There are services like Docusign and Docushare as others mentioned and they are used and abused by lawyers and realtors day and night. I honestly do not see any added value by these services beyond being lazy-friendly. If I log in using my email address and click a button that adds a cursive signature that I did not create, that is not really proof of anything. Anyone that could intercept my email could impersonate this. I expect these services to be legally challenged and dissolved in the future for lack of attestation, especially when a future high profile case involves powerful political and corporate persons having to prove they did not embezzle money. Covid made them super popular but I was very surprised to see the legal documents I could get away with clicking in signatures with no other evidence it was me that did this. I am not a lawyer but I am not sure that matters in this case.

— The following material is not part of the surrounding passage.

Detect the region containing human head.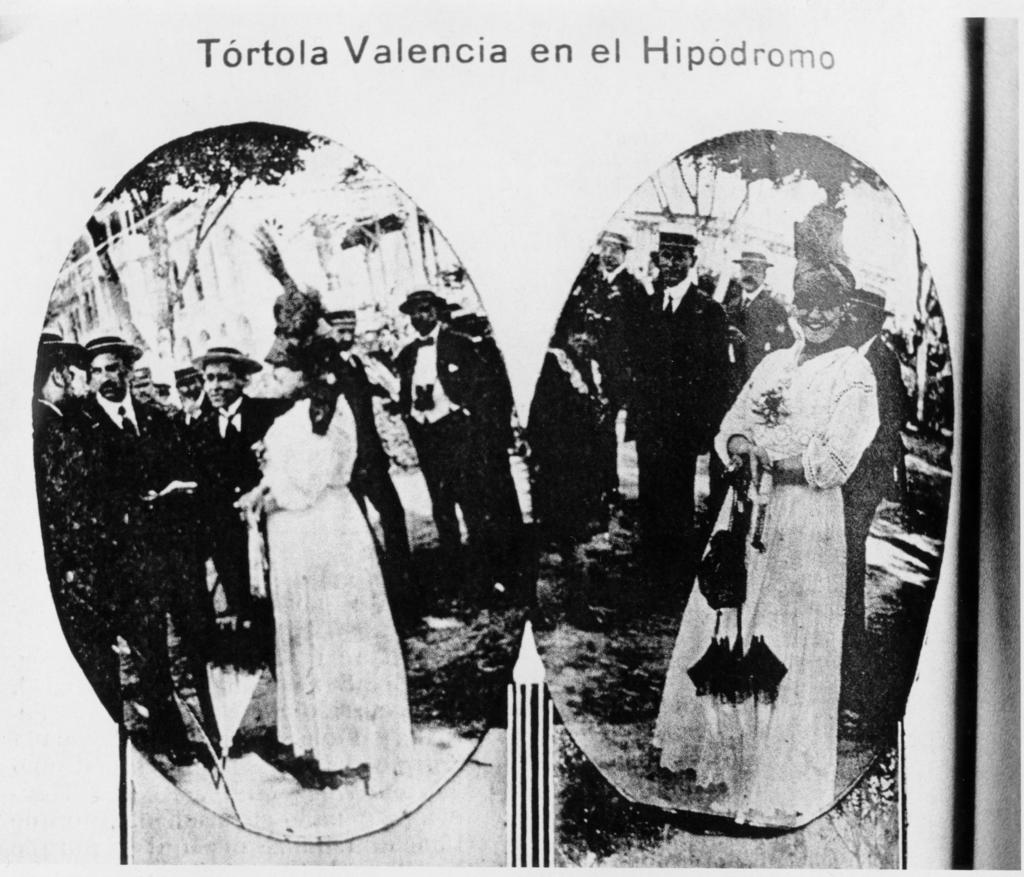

In my opinion if you have important documents that you want to prove were signed by you then my suggestion would be to see if your bank offers free public notary services and have them notarized. The page containing the signatures and the notary/bank information can be scanned as part of the document set.

[Edit] I should add that some of the bigger banks will only offer free notary services if the account holder has one of their special accounts. They usually have the name Premier or Priority or some other glorified name.

1 comments

I had a document notarized and was amazed that the person only did the signature page. I could have easily swapped out the entire contract. I do not understand this. At least a digital signature let's you know what document was signed by a person you have no idea about.

What we really need is a human notary that digitally signs a document that is scanned and printed with a QR sort of notarization on each page.

Signatures are also only on the signature page.

This has always struck me as a fatal flaw, and yet in practice it seems to never be a problem.

I don't know what to make of this. The easily-drawn conclusions (power of law, ambient human honesty) from these conflicting ideas feel inadequate.

Basically anything is a compromise.

Notaries are essentially a (relatively) low-friction compromise between just trusting that the person who put some squiggles on a piece of paper is who you think they are and that person traveling to a lawyer's office (or a brokerage etc.) that may be in another state.

Same way you can hopefully get a locked computer account restored without traveling to a Google office in Mountain View between 1 and 2pm on a Thursday to make your case with multiple forms of ID.

The rigor depends on the transaction but usually it's chosen to be a reasonable compromise.

To the specific example of a contract etc., presumably the lawyer has a copy of the original document and that's probably considered canonical in the case of a dispute. There can be edge cases obviously but there are edge cases with everything.

I tried to get the guy to notarize all of the pages. He didn't want to and I gave up. So weird that this critical function is so obviously broken.
the person only did the signature page

I have witnessed that as well. I made them scan the documents again. It doesn't even have to be a major change in a document to change the context entirely. Sometimes just changing and to or, or our to your can drastically change the agreement. That is easy for a busy lawyer to miss.

All a notary is doing is validating that the person signing a document has a government-issued photo ID that matches the name under a signature line. Nothing more than that.
Agreed, though there are copies of the documents made and given to all parties. If a document is changed after being notarized it can be proven in court what the original documents contained. A real notary will be tracking the number of pages, making copies of all of them and signing off what they witnessed. Everyone gets the signed copies and everyone provides their ID in person. A full chain of custody is simply not possible using internet based services with current technology.
I'm pretty sure when I've gone to a notary in Massachusetts, they've just checked ID, witnessed a signature, stamped the document, and made a notation in a log book. I'm pretty sure they've never made a copy of anything. There is something called a Medallion Signature though which perhaps involves more.